Angle Converter
Convert an angle between degrees, radians, gradians and revolutions - handy for geometry, trigonometry and engineering drawings.
About the Angle Converter
This tool converts an angle between degrees, radians, gradians, arcminutes, arcseconds and full revolutions. These units come up in maths, trigonometry, surveying, navigation and engineering drawings, where the same angle is often expressed in whichever system fits the field.
How to use it
- Enter the angle you know into its field, for example 90 in the degrees field.
- Read the equivalent in radians, gradians or revolutions.
- Use arcminutes and arcseconds for fine angular measurements in astronomy or surveying.
The key relationships: a full circle is 360 degrees, which equals 2 pi radians, 400 gradians or 1 revolution. So 180 degrees is pi radians and 90 degrees is pi/2 radians. Radians are the natural unit for calculus and trigonometric functions in most programming languages, which is why this converter is handy when a function expects radians but your data is in degrees. One degree splits into 60 arcminutes and each arcminute into 60 arcseconds. Everything runs in your browser with no data uploaded.
Frequently asked questions
How do I convert degrees to radians?
Multiply degrees by pi/180 (about 0.01745). So 180 degrees equals pi radians (about 3.1416) and 90 degrees equals pi/2 radians.
How many radians are in a full circle?
A full circle is 2 pi radians, about 6.2832. That equals 360 degrees, 400 gradians or one revolution.
What is a gradian?
A gradian (or gon) divides a right angle into 100 parts, so a full circle is 400 gradians. It is used in some surveying and engineering contexts.
How many arcseconds are in a degree?
One degree contains 60 arcminutes, and each arcminute contains 60 arcseconds, so a degree is 3600 arcseconds. These fine units matter in astronomy and precision surveying.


= PROBLEM =
Go through the records underneath and count the lines that include the string "origin". Give nothing but the number.

[Dataset records]
>>>>
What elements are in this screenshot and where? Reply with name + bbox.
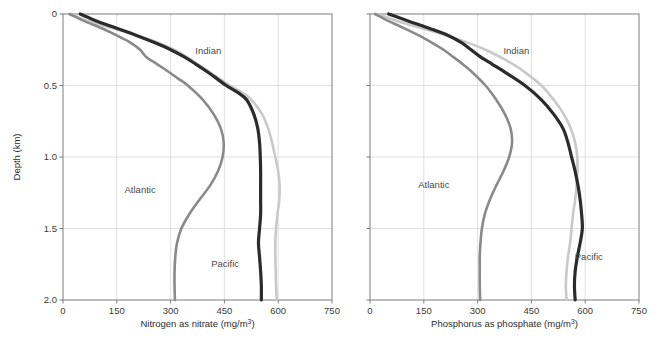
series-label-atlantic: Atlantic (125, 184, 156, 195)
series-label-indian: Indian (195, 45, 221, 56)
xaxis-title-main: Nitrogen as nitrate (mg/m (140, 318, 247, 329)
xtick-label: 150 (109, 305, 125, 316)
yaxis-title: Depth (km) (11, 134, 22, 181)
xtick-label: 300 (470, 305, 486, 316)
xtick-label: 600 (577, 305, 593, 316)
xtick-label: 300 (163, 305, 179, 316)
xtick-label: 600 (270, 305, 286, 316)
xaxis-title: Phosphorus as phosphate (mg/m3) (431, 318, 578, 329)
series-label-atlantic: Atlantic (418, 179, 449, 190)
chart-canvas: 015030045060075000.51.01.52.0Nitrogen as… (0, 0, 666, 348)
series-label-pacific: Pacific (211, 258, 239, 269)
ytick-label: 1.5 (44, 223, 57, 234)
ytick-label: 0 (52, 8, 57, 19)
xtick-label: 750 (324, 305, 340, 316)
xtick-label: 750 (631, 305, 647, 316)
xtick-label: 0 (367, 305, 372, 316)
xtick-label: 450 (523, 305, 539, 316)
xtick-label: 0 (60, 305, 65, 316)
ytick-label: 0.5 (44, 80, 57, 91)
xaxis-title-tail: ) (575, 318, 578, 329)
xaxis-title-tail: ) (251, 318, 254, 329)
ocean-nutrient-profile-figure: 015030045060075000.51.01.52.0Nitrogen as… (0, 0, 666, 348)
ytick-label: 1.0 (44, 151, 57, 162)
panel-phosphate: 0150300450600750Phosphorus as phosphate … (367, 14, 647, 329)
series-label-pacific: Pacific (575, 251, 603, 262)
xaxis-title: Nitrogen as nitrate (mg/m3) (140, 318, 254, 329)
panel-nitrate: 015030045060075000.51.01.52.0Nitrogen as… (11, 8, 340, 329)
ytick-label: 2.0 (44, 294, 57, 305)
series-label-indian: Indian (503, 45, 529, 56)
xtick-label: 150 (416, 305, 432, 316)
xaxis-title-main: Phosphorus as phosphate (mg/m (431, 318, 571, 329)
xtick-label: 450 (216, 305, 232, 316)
<<<<
>>>>
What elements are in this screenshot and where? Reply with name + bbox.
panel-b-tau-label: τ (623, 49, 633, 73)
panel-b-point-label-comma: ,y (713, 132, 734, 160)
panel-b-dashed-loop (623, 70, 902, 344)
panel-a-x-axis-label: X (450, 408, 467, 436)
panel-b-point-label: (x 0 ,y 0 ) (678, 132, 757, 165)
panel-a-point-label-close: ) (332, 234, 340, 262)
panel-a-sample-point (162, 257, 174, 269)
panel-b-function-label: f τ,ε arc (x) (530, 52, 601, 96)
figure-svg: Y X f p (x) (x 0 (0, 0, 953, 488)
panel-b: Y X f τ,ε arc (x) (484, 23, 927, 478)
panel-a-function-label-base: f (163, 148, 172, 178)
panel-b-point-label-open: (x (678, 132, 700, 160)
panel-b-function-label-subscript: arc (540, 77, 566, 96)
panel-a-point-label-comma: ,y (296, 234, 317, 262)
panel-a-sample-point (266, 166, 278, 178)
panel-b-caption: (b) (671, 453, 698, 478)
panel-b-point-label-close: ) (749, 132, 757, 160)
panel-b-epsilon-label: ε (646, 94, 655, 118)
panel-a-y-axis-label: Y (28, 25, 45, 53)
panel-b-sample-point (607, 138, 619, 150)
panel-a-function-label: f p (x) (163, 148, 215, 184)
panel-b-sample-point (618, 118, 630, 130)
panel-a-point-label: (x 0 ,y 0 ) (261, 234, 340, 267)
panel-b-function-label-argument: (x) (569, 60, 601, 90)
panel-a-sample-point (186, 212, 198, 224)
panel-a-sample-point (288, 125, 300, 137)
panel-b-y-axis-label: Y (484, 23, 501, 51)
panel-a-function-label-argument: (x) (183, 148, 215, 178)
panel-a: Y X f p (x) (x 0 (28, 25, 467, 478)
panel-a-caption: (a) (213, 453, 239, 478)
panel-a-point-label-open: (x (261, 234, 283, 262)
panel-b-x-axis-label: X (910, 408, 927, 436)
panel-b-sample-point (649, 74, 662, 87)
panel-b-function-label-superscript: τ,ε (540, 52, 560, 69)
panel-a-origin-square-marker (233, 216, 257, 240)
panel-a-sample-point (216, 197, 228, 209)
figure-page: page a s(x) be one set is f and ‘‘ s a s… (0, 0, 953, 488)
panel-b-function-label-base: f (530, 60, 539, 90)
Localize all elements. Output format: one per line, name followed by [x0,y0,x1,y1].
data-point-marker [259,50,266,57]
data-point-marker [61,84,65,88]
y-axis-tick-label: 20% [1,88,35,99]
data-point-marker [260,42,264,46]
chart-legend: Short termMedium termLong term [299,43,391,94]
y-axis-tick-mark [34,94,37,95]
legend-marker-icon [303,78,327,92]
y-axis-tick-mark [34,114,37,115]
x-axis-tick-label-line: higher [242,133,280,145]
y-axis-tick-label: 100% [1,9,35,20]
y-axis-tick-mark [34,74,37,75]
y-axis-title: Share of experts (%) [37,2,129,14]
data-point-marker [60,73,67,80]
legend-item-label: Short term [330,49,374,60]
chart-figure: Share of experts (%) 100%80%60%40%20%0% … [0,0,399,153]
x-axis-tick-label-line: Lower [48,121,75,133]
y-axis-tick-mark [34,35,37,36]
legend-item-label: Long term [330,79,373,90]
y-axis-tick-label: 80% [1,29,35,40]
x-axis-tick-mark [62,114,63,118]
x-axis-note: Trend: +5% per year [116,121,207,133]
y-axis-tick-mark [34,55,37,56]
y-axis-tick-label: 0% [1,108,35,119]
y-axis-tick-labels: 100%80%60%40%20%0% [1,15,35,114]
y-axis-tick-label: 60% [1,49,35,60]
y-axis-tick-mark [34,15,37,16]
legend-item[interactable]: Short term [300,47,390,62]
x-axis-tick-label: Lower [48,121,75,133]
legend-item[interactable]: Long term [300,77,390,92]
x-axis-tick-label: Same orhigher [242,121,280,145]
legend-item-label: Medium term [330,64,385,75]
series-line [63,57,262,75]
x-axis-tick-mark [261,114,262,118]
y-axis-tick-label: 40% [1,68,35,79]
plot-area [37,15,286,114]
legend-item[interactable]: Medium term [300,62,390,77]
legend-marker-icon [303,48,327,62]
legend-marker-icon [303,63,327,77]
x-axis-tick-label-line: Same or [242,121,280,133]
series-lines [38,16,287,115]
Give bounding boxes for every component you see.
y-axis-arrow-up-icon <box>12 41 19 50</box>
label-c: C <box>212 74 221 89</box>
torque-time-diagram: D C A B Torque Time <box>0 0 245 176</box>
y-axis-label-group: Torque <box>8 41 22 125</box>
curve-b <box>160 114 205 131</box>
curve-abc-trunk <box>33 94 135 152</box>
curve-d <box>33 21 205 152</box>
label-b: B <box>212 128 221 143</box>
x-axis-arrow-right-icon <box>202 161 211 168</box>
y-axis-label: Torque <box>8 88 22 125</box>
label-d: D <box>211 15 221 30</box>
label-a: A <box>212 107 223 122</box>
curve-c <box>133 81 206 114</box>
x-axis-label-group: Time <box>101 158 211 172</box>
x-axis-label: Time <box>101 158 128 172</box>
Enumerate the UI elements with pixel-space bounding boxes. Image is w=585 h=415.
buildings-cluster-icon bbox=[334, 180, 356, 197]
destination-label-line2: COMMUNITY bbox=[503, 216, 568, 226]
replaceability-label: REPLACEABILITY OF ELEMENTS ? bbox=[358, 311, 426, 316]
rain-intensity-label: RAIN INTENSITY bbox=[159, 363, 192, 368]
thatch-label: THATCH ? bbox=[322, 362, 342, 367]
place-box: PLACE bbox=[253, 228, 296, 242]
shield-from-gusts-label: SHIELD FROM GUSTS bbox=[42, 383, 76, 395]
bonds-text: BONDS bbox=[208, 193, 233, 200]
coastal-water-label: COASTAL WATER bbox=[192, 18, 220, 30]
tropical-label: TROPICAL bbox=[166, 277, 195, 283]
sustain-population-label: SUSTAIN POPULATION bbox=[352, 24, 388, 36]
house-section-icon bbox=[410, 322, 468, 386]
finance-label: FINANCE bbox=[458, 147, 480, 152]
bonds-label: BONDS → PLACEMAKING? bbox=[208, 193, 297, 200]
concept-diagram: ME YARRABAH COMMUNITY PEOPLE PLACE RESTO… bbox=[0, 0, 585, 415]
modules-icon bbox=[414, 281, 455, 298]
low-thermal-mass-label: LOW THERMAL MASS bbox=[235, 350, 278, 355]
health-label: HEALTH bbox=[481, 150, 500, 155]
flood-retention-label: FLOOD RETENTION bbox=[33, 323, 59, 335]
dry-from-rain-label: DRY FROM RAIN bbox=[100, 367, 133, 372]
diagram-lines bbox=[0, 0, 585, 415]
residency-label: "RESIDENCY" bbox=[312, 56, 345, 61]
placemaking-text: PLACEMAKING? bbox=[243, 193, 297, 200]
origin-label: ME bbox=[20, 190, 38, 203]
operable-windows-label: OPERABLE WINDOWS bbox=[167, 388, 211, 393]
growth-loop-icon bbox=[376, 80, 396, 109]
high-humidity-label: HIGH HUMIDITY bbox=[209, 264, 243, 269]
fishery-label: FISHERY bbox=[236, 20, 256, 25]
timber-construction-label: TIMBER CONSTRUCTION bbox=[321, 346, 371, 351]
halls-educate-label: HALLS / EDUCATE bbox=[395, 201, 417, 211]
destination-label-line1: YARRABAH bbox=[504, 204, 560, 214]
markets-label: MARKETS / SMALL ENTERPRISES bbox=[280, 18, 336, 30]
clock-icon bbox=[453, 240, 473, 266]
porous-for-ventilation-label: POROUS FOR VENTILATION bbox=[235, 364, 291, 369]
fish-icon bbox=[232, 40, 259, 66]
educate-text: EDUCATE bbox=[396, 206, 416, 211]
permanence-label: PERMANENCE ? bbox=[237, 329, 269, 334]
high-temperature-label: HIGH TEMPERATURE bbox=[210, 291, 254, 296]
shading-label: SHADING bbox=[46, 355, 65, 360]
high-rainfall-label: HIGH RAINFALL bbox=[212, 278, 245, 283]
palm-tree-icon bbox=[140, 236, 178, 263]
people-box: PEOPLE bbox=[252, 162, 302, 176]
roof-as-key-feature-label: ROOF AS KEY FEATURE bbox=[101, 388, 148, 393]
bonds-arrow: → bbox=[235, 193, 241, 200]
<<<<
>>>>
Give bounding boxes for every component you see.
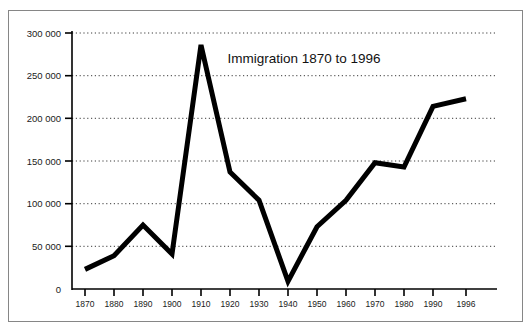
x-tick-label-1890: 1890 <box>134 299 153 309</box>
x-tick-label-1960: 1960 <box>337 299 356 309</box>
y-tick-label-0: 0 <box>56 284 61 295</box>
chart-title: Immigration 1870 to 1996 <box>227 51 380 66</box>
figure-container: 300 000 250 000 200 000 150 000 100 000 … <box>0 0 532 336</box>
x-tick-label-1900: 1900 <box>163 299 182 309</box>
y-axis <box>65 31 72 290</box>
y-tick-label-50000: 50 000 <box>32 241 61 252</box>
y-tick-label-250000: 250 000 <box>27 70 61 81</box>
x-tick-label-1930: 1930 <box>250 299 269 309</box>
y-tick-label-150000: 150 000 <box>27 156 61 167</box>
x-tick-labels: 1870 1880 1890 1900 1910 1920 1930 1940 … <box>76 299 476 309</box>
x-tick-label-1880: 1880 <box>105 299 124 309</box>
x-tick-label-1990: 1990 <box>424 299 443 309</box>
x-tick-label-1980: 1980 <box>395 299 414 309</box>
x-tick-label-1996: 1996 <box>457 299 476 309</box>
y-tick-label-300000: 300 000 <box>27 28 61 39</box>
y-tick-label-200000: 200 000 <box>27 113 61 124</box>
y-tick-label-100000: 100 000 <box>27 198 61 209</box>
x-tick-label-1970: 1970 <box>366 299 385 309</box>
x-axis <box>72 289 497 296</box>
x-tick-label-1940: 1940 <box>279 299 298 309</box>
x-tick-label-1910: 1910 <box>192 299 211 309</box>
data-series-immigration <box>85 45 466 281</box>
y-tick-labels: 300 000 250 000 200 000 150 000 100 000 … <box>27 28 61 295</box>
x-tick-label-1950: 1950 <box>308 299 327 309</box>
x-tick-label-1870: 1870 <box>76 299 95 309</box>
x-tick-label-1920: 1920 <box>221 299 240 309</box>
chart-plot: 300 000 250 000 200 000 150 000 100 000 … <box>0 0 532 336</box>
<<<<
= SOLUTION =
2